Kollezhsky Asessor

Moscow rock fans and music critics got one whale of a New Year's greeting: After several years' break, the legendary Kiev supergroup Kollezhsky Asessor hit the local stage in late December.

Asessor's style has no parallels on the Russian, European or American rock scenes. They play spontaneous jazz spiced with elements of rock and subtle impressionist undertones. Their music defies description — it has to be heard and seen. The band is likely to perform in early spring at the Open Music jazz festival in St.Petersburg. We'll keep you posted.

Asessor was one of the major draws at the Other Side of Earth festival at Gorbunov House of Culture, where the band debuted cuts from its new album, Lutsi Iona. The next day every radio station in the city was screaming their praises.

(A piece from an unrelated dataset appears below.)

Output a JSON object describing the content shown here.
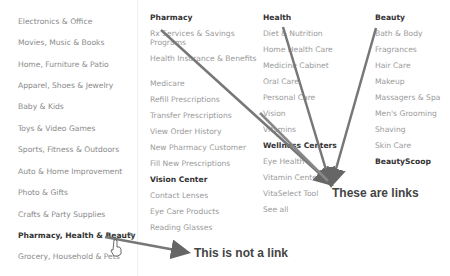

Kollezhsky Asessor's gig was a typical "Russian miracle", a sudden materialization of one of the most mysterious rock legends. Russian rock-music history teems with invisible bands. Such giants as DK and Oblachny Krai released scores of albums and generated a lot of press, but few people actually saw them on stage.

That's how it was for Asessor. They've cut 10 albums in as many years and released a disc in Canada, but you can count their live Russian concerts on the fingers of one hand.

The band formed in 1983 under the name KGB, but changed two years later to Kollezhsky Asessor, after a high-ranking civil servant in tsarist Russia. With the new name came a scandalous image. Dressed in U.S. Navy uniforms, they played aggressive, psychedelic instrumental music. Travka filled the air at their concerts. Few people understood their music in the mid-1980s. The official press blasted them as "crazy psychopaths" and underground magazines dubbed leader Vasily Goidenko a "mad Sergeant Pepper."

Actually, Kollezhsky Asessor was playing music that was several years ahead of its time. In the late '80s Asessor, post-punk group Vopli Vidoplyasova and Rabbota Kho, performing in the style of Cure, formed a union of independent crews Rock-Artel in Kiev.

After Rock-Artel's concerts in Moscow in 1988, Kiev stole Leningrad's crown as the capital of Russian rock, and the new wave of Ukrainian avantgarde became a trans-Europe sensation.

Kollezhsky Asessor hit Program A's Top 5 on national television and a year later they did a triumphant tour of Poland and the New Beginnings festival in Scotland. It was easier to catch Asessor in Europe than in native Kiev.

When they got back from Glasgow, two guitarists suddenly quit at the peak of the band's success. Only two Asessors remained — Vasily Goidenko on vocals, guitar, music and lyrics, and Alexei Ryndenko on drums. They went underground, giving up drugs and their old lifestyles. When singer Natalya Mesyats joined them, the band changed its style and performed in a Sophoclean play, staged at Theatrical Club by the talented young producer Oleg Liptsyn.

Early in 1992, Asessor and bass guitarist Alexander Gridin recorded a new album, Lutsi Iona, in a home studio and took off to tour Austria with Liptsyn's Theatrical Club. A bootleg of one of the album's songs hit the Top 5 of the Slow Hit pop radio show.